DID and handle resolution was the easiest part of ATProto---as the author says, a library can do the job easily. For Ruby it's DIDKit [2]. Where ATProto really threw me was the seeming non-ownership of record types. Bluesky uses "app.bsky.feed.post" for its records, as seen in the article; there seem to be a lot of these record types, but there doesn't seem to be a central index of these like there are for DIDs, or a standard way of documenting them... and as far as I've been able to find, there's no standard method of turning an at:// URI into an http:// URL.
When my app makes a post on behalf of a user, Bluesky only sends an at:// URI back, which I have to convert myself into an http:// URL to Bluesky. I can only do that with string manipulation, and only because I know, externally, what format the URL should be in. There's no canonical resolution.
[1]: https://toucanpost.com [2]: https://github.com/mackuba/didkit
All of my lightbulbs, occupancy sensors, etc just connect directly to WiFi, and run custom firmware that I wrote so I know exactly what they're doing and how to control them. They make no attempt to access the wider Internet, but they're all on a vlan without Internet access anyway.
It feels like introducing Zigbee to this would just be an extra hub device taking up space, acting as an extra point of failure, and making it more complicated to develop against my devices. As it stands now I can easily manually control devices by piping crap into netcat if I need to for some reason, since they're all just normal IP networked devices. I think I would have to jump though extra hoops to do similar things with Zigbee.
Is the main aspect driving people to Zigbee just that off the shelf consumer smart devices that use WiFi tend to be annoying dogshit, and Zigbee keeps manufacturers in line better? I don't see any reliability or simplicity benefits to it, just the market poisoning WiFi and Zigbee being the only worthwhile alternative.
Nevertheless I am super impressed with their speed and exited with the result. Didn't expect this project to grow so quickly to this state, I though it will take them much more time. For comparison, deno was started way earlier and now they are miles behind (personal feeling). I am considering to use it for my pet projects
You can implement basic operators like map, filter, take, etc. over generators to create pipelines of operations. Very neat abstraction to work with, but like rx, can quickly get hard to reason about.
Recently I wrote some tooling to read, do some operations, and write hundreds of thousands of files locally. Using generators solved having to think about not loading too much stuff into memory since it only yields files when consumed. Also allows you simply implement stuff like batching, like running X requests to a server at a time, and only starting the next batch once the first one is done.
Glossing over this fact leads to a flawed understanding, not a deeper one.
Agreed, and this points to two deeper issues: 1. Fine-grained data access (e.g., sandboxed code can only issue SQL queries scoped to particular tenants) 2. Policy enforced on data (e.g., sandboxed code shouldn't be able to send PII even to APIs it has access to)
Object-capabilities can help directly with both #1 and #2.
I've been working on this problem -- happy to discuss if anyone is interested in the approach.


_What you are asked to do:_ Would you retype exactly the lines below, starting with the one that has "Find the location" and going on through the one that has "Describe the element at coordinates (420, 142)", with no pictures and nothing else?

_Records for this exercise:_
'''

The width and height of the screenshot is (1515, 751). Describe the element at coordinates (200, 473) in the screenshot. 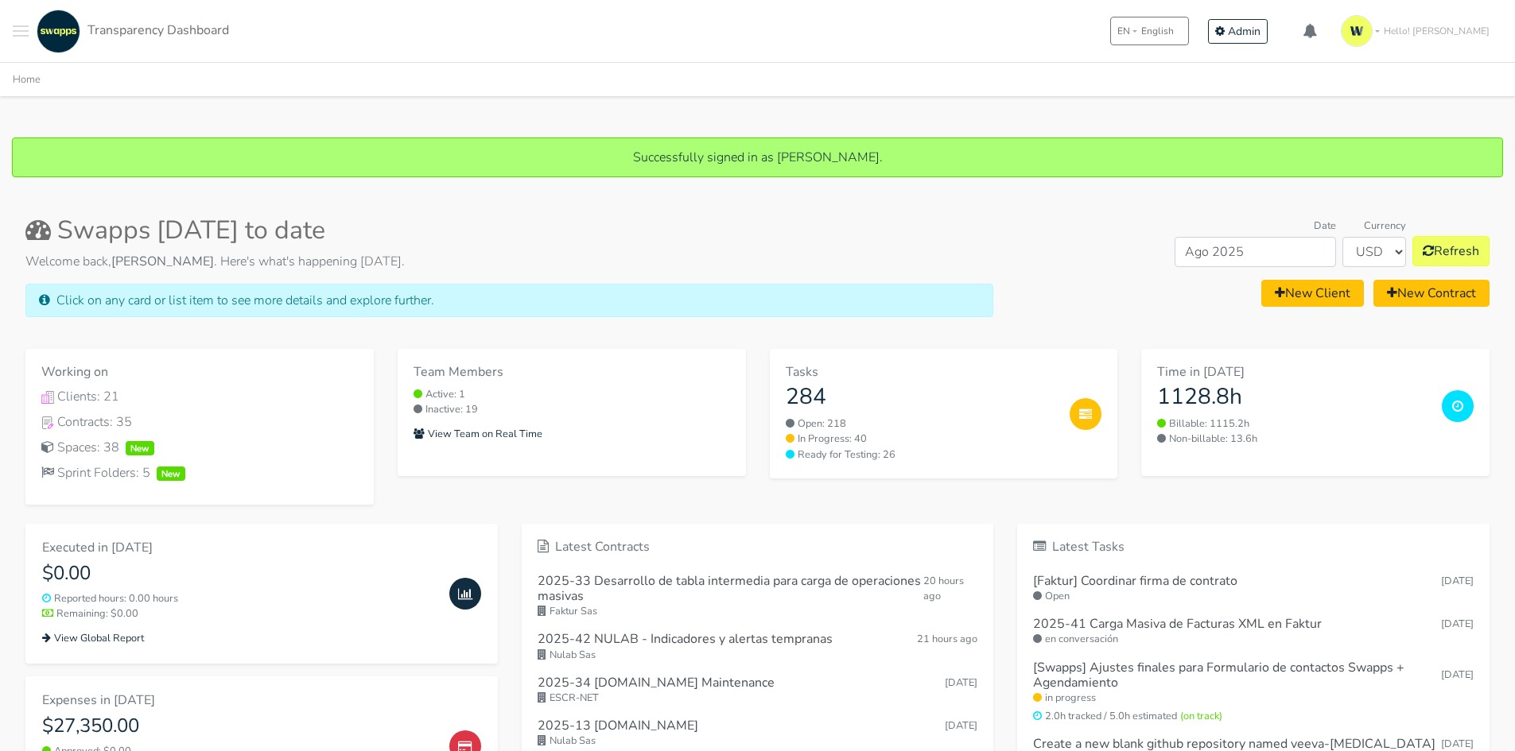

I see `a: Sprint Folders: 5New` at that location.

'''
'''

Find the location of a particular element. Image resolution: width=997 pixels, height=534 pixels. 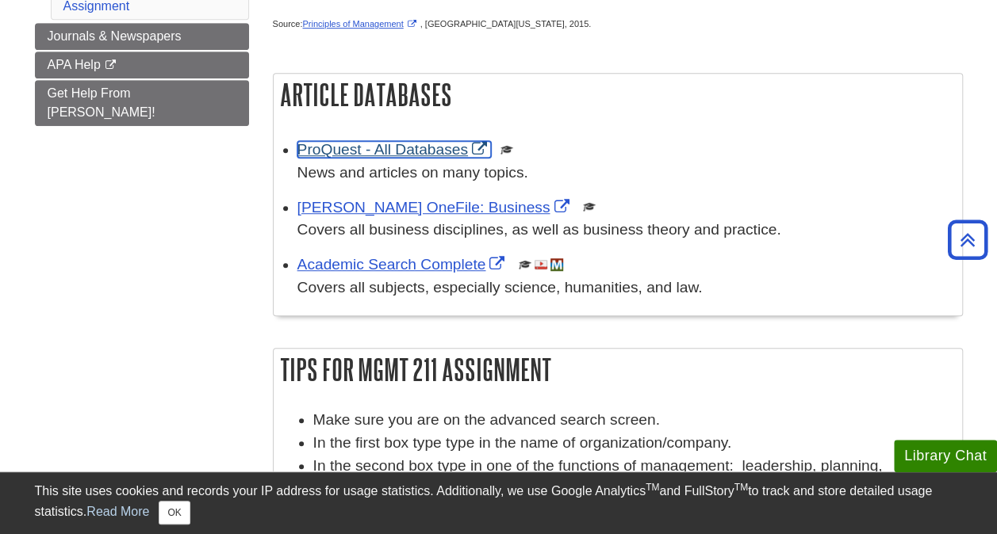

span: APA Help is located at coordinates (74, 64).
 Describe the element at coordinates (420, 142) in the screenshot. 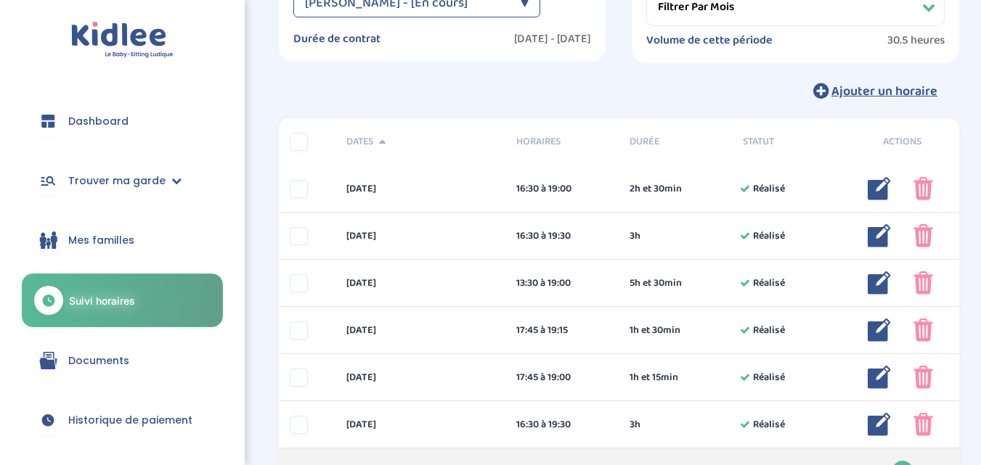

'''
'''

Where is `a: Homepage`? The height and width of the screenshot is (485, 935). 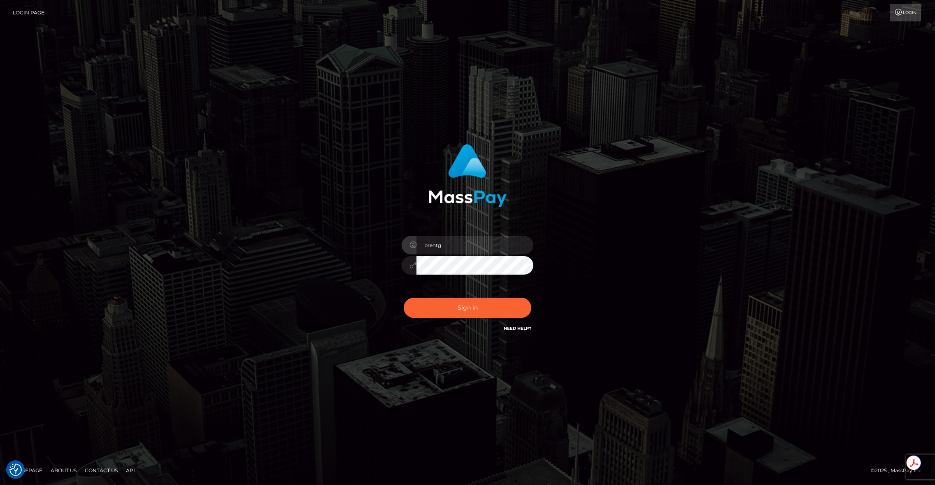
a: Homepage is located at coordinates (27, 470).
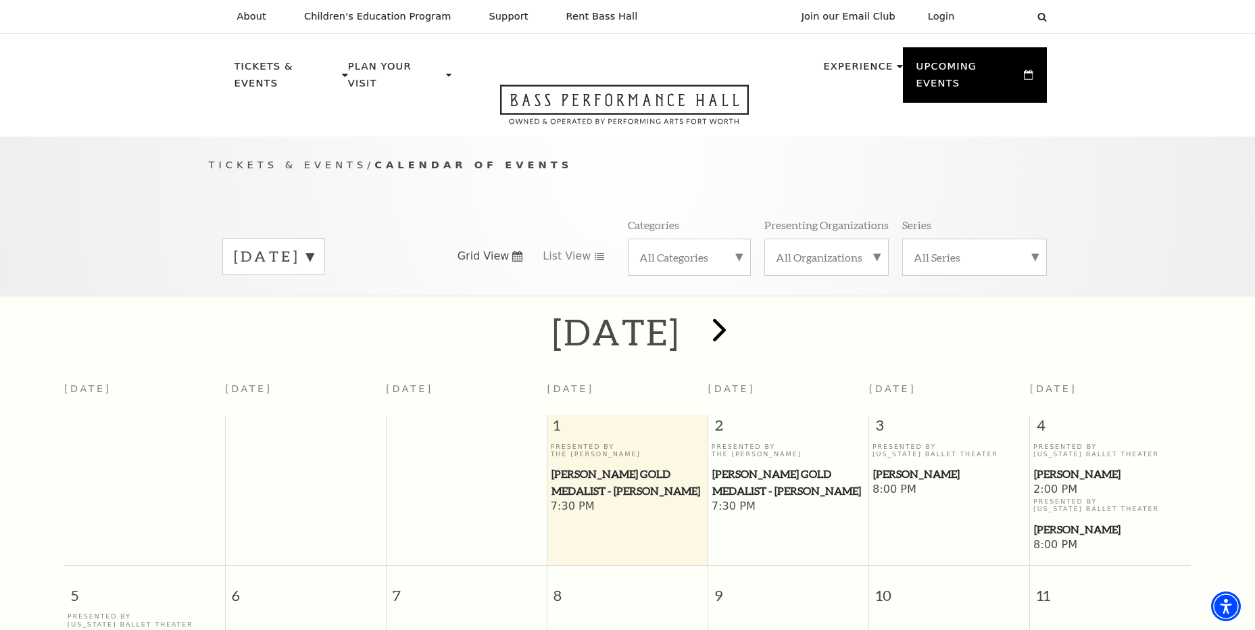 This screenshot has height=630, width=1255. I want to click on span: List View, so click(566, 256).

'''

_Your response:_
Find the location of a particular element. Image resolution: width=997 pixels, height=534 pixels. 

span: APA Help is located at coordinates (74, 64).
 Describe the element at coordinates (420, 142) in the screenshot. 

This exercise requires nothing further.